Not for the Faint of Heart Take II
So the chickens are all in the freezer… it’s coming up on Thanksgiving… which means it’s time for Turkey Killing!
I spent the last two days processing a total of 160 some turkeys. Since I worked almost all the parts at some time during the week, I can describe the whole process in some detail. In case you are all wondering how your turkeys got to your tables. SPECIAL HOLIDAY UPDATE! Wooo eeeeee.
Ok, so you have a pen of cute turkeys.. going “tock tock. Tock tock” and looking at you stupidly but oh so innocently. The killer goes in a grabs one and turns it upside down in a chute and cuts through the jugular and around the neck. Can’t cut through the neck though, cause you get them in your turkeys. So once the bird is fully dead and the blood drained and all, it is taken by the scaulder, who has the hardest job (which I never did at all, by the way). He puts the bird into a tank of water at 148 degrees. The hard part is if the water gets too hot or the bird is in too long, it will burn and rip, but if it’s not in long enough, the feathers don’t come off well. He dunks the bird into a tank of chilled water where someone pulls off the flight and tail feathers. Then the plucker grabs the bird and carries it to this awesome machine which consistes of a bunch of rubber pieces spinning really really fast around. The plucker has to grab the bird really well by the feet and kinda let it slide into the chute so that the feathers are pulled of by the rubber bits, and then swing/slide it around so that all the feathers come off. Or at least most of them. this was my favorite job and what I did most of the day today. It’s a total adrenaline rush to be holding onto this bird and trying to move it around to get maximum feathers off but not ripping or bruising the bird, and DEFINATELY not letting go… which happened to me once Opps.
Next the birds go to the hand pluckers, a boring tedious job of cutting of the head and feet and then taking out all the feathers that the plucker missed. And then to be gutted. Cut the neck out and remove the crop, and then cut out the asshole and stick it up through the slit cut into the bottom and pull out all the guts hopefully intact and then save the heart, liver, and gizzard into buckets to soak and chill. And then dunk the whole turkey into a tank of cold water. They get all their insides dumped of the warmed water several times and moved into progressively colder and cleaner tanks and finally into big tanks full of ice where they are left for a few hours to cool out while we all left for lunch.
After lunch is packaging. So you drain the turkeys really well and put all the parts (heart liver gizzard) into a bag. And then dry off each turkey and look it over to be sure every feather is off. Some of those feathers are major pains, too. Especially if other turkeys have picked at a bird, they get like infected and blocked up and you have to pick and cut at the skin to get the feather head out. And make sure all the guts are out and the cavity is dried, and then put a neck and bag of guts inside. Then the really hard part of twisting the legs around and mangling them to the point that you can fit them up into that wierd flap. And put it into a bag, the bag gets vacuum suctioned so all the air is out, scauld it one last time to seal the bag on, weigh it, freeze it, and sell it!
Don’t you want to sit down to turkey dinner now?
I say good bye to Vermont tomorrow. It is really pretty here, but I’m not sure yet what I think of Vermont culture. Social economic status is very important and varied here it seems. Well, I would need to live here longer and socialize more to really make a generalization, but it sure ain’t Michigan or California out here! East coasters, I guess. It is amazing though how totally comfortable I feel here at the farm though. It feels like I’ve been here forever. Or at least like I just belong here. It feels like home. And all the animals feel like my companions.
I hope you all have a great Thanksgiving dinner for real and good family time!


_WHAT THE TASK ASKS_.
Number of lines with the string "Availability" in the entries below: report it, and nothing besides.

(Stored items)
+++
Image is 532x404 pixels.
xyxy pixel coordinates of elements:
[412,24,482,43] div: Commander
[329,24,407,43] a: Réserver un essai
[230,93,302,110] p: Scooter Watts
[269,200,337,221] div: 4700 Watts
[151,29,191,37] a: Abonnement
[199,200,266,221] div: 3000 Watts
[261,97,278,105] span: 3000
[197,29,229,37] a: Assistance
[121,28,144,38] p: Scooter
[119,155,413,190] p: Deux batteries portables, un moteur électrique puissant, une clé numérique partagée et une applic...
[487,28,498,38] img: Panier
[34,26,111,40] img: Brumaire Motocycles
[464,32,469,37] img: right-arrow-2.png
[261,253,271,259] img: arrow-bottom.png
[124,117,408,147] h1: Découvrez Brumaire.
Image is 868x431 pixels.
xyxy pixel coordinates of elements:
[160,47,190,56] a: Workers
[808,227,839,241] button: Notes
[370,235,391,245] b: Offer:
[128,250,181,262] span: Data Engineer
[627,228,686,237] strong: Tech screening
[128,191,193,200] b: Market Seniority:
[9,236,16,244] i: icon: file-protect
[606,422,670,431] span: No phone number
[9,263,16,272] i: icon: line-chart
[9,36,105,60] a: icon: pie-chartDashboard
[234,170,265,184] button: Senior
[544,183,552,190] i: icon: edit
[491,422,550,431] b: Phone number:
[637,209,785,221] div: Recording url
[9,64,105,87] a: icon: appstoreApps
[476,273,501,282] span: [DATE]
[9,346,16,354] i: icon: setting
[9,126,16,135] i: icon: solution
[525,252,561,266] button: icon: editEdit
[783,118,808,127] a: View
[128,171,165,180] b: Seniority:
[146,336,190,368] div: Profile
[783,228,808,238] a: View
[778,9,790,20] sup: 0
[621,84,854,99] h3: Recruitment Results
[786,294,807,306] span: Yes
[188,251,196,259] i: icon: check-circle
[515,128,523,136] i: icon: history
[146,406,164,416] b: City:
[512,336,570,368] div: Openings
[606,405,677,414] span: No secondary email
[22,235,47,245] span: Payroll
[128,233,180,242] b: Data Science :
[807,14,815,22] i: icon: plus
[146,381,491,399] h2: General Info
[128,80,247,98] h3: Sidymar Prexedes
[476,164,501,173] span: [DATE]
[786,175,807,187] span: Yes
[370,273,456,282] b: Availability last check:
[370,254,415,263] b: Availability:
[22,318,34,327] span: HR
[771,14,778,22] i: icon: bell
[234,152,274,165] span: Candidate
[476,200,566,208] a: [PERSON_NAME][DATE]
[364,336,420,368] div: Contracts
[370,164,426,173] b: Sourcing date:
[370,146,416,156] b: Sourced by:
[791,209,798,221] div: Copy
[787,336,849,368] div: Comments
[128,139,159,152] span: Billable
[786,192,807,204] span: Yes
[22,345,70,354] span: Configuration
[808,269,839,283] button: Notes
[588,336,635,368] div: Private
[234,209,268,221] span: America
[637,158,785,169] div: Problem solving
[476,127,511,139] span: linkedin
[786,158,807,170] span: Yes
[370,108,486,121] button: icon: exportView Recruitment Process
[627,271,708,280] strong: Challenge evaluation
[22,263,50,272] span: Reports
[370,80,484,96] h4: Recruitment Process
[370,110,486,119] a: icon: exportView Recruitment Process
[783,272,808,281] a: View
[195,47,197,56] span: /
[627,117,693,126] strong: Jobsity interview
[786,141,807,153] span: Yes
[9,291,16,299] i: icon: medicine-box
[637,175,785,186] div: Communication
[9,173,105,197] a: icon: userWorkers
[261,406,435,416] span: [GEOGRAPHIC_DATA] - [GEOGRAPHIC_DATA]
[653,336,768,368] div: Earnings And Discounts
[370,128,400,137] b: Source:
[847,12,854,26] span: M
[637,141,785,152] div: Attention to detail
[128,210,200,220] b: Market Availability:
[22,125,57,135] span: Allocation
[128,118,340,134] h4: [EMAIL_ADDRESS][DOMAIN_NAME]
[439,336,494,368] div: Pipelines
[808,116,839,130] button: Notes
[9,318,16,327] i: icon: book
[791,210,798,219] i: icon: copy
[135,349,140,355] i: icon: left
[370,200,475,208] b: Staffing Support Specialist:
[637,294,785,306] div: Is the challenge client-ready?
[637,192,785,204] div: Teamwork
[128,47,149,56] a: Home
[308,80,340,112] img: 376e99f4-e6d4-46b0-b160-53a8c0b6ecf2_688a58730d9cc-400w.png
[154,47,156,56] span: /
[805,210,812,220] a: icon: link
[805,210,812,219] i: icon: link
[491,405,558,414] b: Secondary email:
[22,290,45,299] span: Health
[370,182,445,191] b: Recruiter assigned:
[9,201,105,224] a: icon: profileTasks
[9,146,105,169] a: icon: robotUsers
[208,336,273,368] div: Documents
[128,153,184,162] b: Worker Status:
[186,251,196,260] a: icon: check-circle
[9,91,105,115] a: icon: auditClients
+++
_RESULT OF THE EXERCISE_.
3